“I scarcely know when they died,” she answered; “I know that I can remember nothing about them; the first thing I recollect is being with a lady, far down in Devonshire—a lady who took the charge of several little girls. I stayed with her till I was ten years old, and then I was sent to a fashionable school at Bayswater, and I stayed there till I was fifteen, and then I came here, and I’ve been here two years and a half. Mr. Monckton is my guardian, you know, and he says I am a very lucky girl, and will have plenty of money by-and-by; but what’s the use of money if one has no relations in all the wide world? and he tells me to attend to my education, and not to be frivolous, or care for dress and jewellery, but to try and become a good woman. He talks to me very seriously, and almost frightens me sometimes with his grave manner; but for all that, he’s very kind, and lets me have almost everything I ask him for. He’s tremendously rich himself, you know, though he’s only a professional man, and he lives at a beautiful place four miles from here, called Tolldale Priory. I used to ask him questions about papa and mamma, but he would never tell me anything. So now I never speak to him about them.”
She sighed as she finished speaking, and was silent for some few minutes; but she very quickly recovered her spirits, and conducted Eleanor to a pretty rustic chamber with a lattice window looking on to the lawn.
“Mrs.
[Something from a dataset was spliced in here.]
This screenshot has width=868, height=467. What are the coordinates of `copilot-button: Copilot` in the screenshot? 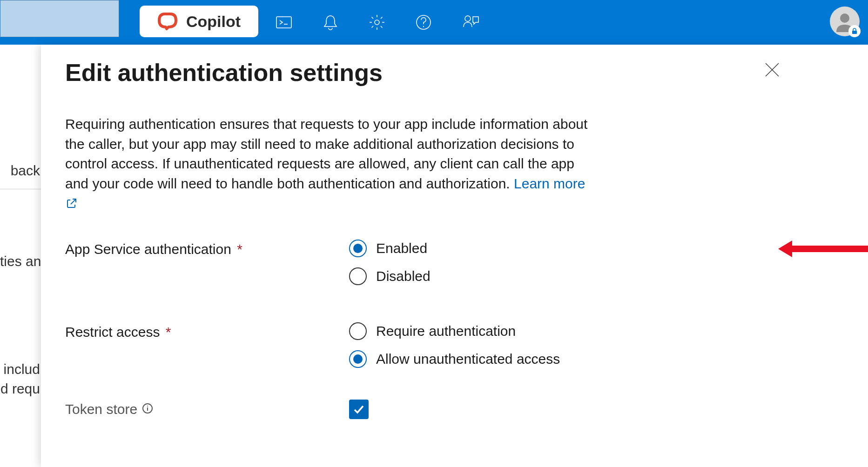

Darrell’s man is gone to fetch your luggage,” Miss Mason said, “so you must have my brushes and combs, please, for your hair, and then we’ll go down to tea.”
She led Eleanor into the adjoining apartment, where the dressing-table was littered with all manner of womanly frivolities, and here Miss Vane re-arranged her luxuriant golden-brown hair, which no longer was allowed to fall about her shoulders in rippling curls, but was drawn simply away from her forehead, and rolled in a knot at the back of her head. She was a woman now, and had begun the battle of life.
A pony-carriage drove up to the gate while Eleanor was standing at the glass by the open window, and Mrs. Darrell got out and walked across the lawn towards the house.
She was a tall woman, unusually tall for a woman, and she was dressed in black silk, which hung about her angular limbs in heavy, lustreless folds. Eleanor could see that her face was pale and her eyes black and flashing.
The two girls went down stairs hand-in-hand. Tea was prepared in the dining-room, a long wainscoted apartment, older than the rest of the house, and rather gloomy-looking. Three narrow windows upon one side of this room looked towards the shrubbery and grove at the back of the house, and the trunks of the trees looked gaunt and black in the spring twilight. A fire was burning upon the low hearth, and a maid-servant was lighting a lamp in the centre of the table as the two girls went in.
Mrs. Darrell welcomed her dependant very politely; but there was a harshness and a stiffness in her politeness which reminded Eleanor of her half-sister, Mrs. Bannister. The two women seemed to belong to the same school, Miss Vane thought.
The lamplight shone full upon Mrs. Darrell’s face, and Eleanor could see now that the face was a handsome one, though faded and careworn. The widow’s hair was grey, but her eyes retained the flashing brightness of youth. They were very dark and lustrous, but their expression was scarcely pleasant. There was too much of the hawk or eagle in their penetrating glance.
But Laura Mason did not seem at all afraid of her protectress.